Creators trying to make 'wage slaves' care about tax
That's why among the usual cast of economic boffins, politicians and business representatives at the teal independent's tax roundtable in Parliament House on Friday, content creators were packaging up the discussion to cut through to a different audience.
While young people feel the impacts of the tax system on housing unaffordability and stagnant real wages, getting them to care about changing it - and ensuring policymakers know that support is there - is another matter.
Former Treasury secretary Ken Henry, who wrote the book on tax reform during the Rudd and Gillard governments, said the current system was broken.
The burden is increasingly shifting onto the shoulders of young people, who are also contending with an increasingly unaffordable housing market.
"Tax policy tragics know that tax reform is necessary, but the thing is that most people in the community do not," he told the roundtable.
"I reckon the best thing that we can do as a group is to help make the case, to help in the construction of a compelling narrative, something that motivates action."
Ms Spender agrees.
"You have to convince people why it's important before you can convince them what the solution is," Ms Spender told AAP.
"People don't come up to me in the street to talk about a particular aspect of tax.
"But they talk to me about the fact that they're worried about their kids, whether they can get a home. They're worried about productivity, and whether our businesses can get access to capital.
"Those are the things that people worry about. They don't necessarily see the link back to tax."

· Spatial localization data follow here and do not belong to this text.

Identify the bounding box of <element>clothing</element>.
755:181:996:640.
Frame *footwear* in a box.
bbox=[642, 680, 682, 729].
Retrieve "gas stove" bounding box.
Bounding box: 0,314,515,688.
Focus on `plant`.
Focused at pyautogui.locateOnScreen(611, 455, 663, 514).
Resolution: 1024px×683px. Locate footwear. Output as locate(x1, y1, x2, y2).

Ms Spender has been taking to Instagram to get the message out.
Also there to spread the message were Konrad Benjamin, whose Punter's Politics videos rack up millions of views on social media, and Natasha Etschmann, a personal finance podcaster with more than 300,000 followers across Instagram and TikTok.
They have a direct line to a growing cohort of younger Australians who increasingly feel the system is stacked against them.
Getting buy-in from regular punters who felt left out was an important step if things were to change politically, Mr Benjamin said.
The solutions raised around the table were largely the same ones tax reform advocates have been calling for for more than a decade - taxing carbon and resources more effectively, reducing reliance on personal income tax, and boosting incentives for investment.
"They know the solutions," Mr Benjamin said.
"How do you get it through? And how do you communicate it? And that's, I suppose, where we are sitting.
"We're trying to shape the political discourse around something like tax, because it's been dominated by the Murdoch channels.
"But who's bearing the burden? Our generation, wage slaves, us."